Teala Thompson found deceased

Earlier this year I added the new/old case of Teala Thompson, a light-skinned, gray-eyed biracial thirteen-year-old who disappeared from Pittsburgh nearly fifty years ago on September 5, 1967. Well, she’s been found: a body that turned up in a Salem Township, Pennsylvania landfill just two weeks after Teala disappeared has been identified as the missing girl.

This case should have been solved a long time ago. I mean, she was found not too long after she disappeared and less than 40 miles away, and they got her fingerprints and were able to chart her teeth. They were off on the age, but only slightly — they thought the dead girl was between fourteen and sixteen, when Teala was thirteen years and ten months.

I don’t really know what happened here and neither, according to the article I linked to, does anyone else:

[Teala’s younger sister] Mary Thompson said some family members believe that police had contacted [their mother] Shirley Thompson once early on in the investigation and had asked her to view a photo of the unidentified remains but that Shirley Thompson had declined. “I think it was just too hard for her. I don’t think she wanted to admit that Teala wasn’t coming home,” Mary Thompson said.

There’s no evidence in the police record that indicates the Thompson family was contacted by police nor that the Thompson family had reported Teala missing.

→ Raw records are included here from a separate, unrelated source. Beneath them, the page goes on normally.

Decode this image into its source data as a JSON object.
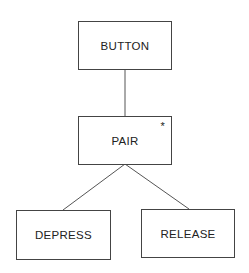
{
  "diagram": {
    "nodes": [
      {
        "id": "button",
        "label": "BUTTON"
      },
      {
        "id": "pair",
        "label": "PAIR",
        "marker": "*"
      },
      {
        "id": "depress",
        "label": "DEPRESS"
      },
      {
        "id": "release",
        "label": "RELEASE"
      }
    ],
    "edges": [
      {
        "from": "button",
        "to": "pair"
      },
      {
        "from": "pair",
        "to": "depress"
      },
      {
        "from": "pair",
        "to": "release"
      }
    ]
  }
}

Perhaps Shirley really did turn down a chance to identify the body. She’s dead now so we can’t ask her. It would explain why she told Mary that Teala had been murdered in Greensburg (which is, I believe, where the landfill was). It’s also entirely on the cards that the police either wouldn’t take a missing persons report for a teen girl — a child of that age would have been written off as a runaway, and probably the fact that she was non-white wouldn’t have helped matters — or that they did take a report but the records were lost later on.

In any case, I’m afraid there may be no more answers to be found. Whoever killed Teala could be dead now, and even if he/she isn’t, building a case after all this time is well nigh impossible.

“I can’t say I remember much about what happened,” her sister Mary says. She was four when Teala disappeared. She adds: “What I remember was that Teala was beautiful and she was loved.”

Other articles

Flashback Friday: Kirk Quintons

This week’s Flashback Friday case is Kirk Quintons, an eleven-year-old boy who disappeared from the Bronx on September 18, 1983. I’ve got three pictures of him plus an age-progression, but the pics aren’t of the greatest quality.

Kirk made pocket money for himself by performing small jobs in his neighborhood. His mom sent him to the store to get her some pop, and he was last seen collecting bottles near the store, probably to turn in for money. He was only two blocks from home, but he never made it back.

He has several strikes against him when it comes to get media attention: black, male, just barely old enough for people to think he might have run away, and probably poor. I can’t find any contemporary articles about Kirk in the newspaper archives.

There was, however, an article about the case published in 2013, and Kirk’s mother, Lila Quintons, was interviewed for it. Google says she still lives in the Bronx. Still waiting for her little boy to come home.